Some of the lines below need repeating. Reproduce exactly those between the lines holding "The width and height of the screenshot is (952, 535)." and "Task: Click on the Indexing Copernicus", inclusive.
::: Exercise material :::
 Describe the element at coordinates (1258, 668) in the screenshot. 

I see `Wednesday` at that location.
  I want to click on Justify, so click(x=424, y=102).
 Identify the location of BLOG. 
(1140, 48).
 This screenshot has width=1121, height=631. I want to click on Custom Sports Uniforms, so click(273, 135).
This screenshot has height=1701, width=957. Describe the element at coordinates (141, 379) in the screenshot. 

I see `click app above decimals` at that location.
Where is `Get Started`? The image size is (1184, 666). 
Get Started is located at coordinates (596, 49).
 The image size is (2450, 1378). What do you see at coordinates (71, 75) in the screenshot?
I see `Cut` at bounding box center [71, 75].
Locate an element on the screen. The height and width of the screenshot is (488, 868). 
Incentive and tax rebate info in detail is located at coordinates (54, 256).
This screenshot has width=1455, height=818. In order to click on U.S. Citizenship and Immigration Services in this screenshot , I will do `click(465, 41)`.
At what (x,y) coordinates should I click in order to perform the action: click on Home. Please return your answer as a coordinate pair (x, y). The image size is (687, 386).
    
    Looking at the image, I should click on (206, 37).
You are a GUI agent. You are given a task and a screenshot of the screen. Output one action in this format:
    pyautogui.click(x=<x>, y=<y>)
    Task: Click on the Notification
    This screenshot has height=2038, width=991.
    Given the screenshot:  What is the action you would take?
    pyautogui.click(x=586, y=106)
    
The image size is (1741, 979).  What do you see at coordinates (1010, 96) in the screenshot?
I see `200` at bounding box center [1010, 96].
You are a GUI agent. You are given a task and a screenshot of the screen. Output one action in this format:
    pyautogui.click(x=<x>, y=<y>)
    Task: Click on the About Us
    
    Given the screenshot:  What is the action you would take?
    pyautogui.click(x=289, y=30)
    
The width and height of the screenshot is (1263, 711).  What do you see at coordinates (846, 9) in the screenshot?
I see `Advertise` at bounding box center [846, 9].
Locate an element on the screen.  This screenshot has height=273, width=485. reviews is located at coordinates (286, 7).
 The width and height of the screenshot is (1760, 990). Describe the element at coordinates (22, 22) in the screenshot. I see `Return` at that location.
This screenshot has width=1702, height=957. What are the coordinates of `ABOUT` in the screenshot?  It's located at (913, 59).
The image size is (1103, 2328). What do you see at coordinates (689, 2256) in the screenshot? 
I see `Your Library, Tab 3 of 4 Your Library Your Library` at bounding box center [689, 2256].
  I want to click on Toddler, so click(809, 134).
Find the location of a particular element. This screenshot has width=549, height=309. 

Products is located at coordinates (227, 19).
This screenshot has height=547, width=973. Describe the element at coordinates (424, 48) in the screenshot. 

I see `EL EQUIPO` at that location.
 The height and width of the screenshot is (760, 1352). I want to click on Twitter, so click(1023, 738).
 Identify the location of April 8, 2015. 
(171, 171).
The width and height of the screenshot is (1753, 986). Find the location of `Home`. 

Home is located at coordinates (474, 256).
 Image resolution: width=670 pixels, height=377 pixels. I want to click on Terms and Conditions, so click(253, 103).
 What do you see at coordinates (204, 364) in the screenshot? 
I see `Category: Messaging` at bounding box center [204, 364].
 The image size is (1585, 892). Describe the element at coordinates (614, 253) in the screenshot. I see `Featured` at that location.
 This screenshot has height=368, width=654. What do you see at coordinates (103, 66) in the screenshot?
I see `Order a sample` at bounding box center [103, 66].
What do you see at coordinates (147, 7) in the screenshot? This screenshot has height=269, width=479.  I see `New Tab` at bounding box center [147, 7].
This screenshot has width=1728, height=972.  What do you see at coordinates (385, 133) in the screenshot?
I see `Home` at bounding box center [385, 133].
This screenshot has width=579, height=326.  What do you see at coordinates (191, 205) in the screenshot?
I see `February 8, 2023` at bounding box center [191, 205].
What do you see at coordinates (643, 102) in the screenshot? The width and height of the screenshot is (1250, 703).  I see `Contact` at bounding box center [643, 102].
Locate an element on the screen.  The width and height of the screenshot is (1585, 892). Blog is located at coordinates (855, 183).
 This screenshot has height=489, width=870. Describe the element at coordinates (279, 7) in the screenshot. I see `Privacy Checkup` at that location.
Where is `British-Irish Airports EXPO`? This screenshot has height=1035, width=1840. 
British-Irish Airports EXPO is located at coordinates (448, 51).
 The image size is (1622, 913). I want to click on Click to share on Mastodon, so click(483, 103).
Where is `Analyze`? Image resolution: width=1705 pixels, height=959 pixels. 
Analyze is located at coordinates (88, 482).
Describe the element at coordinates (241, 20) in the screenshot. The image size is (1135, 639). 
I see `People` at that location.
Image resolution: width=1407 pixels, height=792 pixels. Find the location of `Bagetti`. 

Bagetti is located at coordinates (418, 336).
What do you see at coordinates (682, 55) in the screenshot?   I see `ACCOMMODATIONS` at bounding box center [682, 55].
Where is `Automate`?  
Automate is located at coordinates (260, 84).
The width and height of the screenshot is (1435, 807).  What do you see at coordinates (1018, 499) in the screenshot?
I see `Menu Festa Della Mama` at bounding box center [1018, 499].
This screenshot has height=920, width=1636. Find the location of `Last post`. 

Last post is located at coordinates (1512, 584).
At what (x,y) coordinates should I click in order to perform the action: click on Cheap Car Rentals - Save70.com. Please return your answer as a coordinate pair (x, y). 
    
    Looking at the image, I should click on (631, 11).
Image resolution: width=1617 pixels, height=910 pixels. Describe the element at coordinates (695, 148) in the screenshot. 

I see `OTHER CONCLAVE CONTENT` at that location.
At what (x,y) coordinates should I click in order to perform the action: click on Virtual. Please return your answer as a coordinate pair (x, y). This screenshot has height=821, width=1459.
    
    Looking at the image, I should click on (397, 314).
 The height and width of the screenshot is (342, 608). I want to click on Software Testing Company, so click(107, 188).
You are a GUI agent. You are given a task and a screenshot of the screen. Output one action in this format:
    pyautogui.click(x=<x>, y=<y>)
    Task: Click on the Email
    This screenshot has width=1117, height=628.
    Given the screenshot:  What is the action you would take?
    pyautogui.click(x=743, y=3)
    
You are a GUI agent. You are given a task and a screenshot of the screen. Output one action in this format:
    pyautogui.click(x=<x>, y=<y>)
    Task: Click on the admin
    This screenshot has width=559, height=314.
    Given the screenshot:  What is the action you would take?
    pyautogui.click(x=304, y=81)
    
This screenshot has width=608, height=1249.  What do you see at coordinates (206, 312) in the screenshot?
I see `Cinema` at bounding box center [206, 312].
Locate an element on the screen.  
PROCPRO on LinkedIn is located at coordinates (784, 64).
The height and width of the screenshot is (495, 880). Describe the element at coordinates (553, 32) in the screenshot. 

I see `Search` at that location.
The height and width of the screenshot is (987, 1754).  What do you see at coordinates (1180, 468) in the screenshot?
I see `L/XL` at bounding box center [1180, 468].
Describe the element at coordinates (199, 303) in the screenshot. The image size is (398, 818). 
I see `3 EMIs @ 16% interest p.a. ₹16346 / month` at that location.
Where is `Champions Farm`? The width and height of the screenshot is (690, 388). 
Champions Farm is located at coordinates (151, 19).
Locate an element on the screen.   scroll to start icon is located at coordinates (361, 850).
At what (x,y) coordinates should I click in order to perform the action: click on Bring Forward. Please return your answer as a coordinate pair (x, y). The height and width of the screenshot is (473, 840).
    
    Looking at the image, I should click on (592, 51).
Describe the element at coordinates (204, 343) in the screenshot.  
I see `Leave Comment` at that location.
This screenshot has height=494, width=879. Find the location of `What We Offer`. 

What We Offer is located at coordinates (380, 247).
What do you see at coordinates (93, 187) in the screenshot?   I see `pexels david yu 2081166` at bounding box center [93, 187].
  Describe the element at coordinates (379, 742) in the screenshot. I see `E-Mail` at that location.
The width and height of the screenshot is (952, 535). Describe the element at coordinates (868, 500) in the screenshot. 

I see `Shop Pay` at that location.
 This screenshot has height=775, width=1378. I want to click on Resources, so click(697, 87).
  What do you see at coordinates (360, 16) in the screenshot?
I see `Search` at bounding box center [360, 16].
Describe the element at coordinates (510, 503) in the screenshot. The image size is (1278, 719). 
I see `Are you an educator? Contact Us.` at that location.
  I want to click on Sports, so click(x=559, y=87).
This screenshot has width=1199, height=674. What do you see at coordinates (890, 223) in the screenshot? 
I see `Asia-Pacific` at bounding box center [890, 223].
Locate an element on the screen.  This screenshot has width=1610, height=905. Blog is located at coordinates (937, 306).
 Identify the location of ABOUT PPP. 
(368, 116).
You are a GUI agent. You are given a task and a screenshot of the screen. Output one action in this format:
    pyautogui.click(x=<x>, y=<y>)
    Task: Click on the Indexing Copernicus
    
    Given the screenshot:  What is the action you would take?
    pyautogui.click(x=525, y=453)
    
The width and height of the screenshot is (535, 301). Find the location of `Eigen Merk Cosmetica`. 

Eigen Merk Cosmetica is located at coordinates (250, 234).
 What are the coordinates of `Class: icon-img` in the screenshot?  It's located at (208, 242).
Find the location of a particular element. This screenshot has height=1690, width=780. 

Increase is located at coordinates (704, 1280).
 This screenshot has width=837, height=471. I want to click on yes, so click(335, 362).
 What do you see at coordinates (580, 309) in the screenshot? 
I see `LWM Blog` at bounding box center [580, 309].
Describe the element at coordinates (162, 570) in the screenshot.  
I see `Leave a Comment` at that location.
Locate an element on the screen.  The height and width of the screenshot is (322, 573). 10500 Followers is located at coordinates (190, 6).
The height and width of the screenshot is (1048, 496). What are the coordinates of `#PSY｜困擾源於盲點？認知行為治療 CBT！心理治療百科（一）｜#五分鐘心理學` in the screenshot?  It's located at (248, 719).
:::
Answer to this exercise:
The width and height of the screenshot is (952, 535). Describe the element at coordinates (868, 500) in the screenshot. 

I see `Shop Pay` at that location.
 This screenshot has height=775, width=1378. I want to click on Resources, so click(697, 87).
  What do you see at coordinates (360, 16) in the screenshot?
I see `Search` at bounding box center [360, 16].
Describe the element at coordinates (510, 503) in the screenshot. The image size is (1278, 719). 
I see `Are you an educator? Contact Us.` at that location.
  I want to click on Sports, so click(x=559, y=87).
This screenshot has width=1199, height=674. What do you see at coordinates (890, 223) in the screenshot? 
I see `Asia-Pacific` at bounding box center [890, 223].
Locate an element on the screen.  This screenshot has width=1610, height=905. Blog is located at coordinates (937, 306).
 Identify the location of ABOUT PPP. 
(368, 116).
You are a GUI agent. You are given a task and a screenshot of the screen. Output one action in this format:
    pyautogui.click(x=<x>, y=<y>)
    Task: Click on the Indexing Copernicus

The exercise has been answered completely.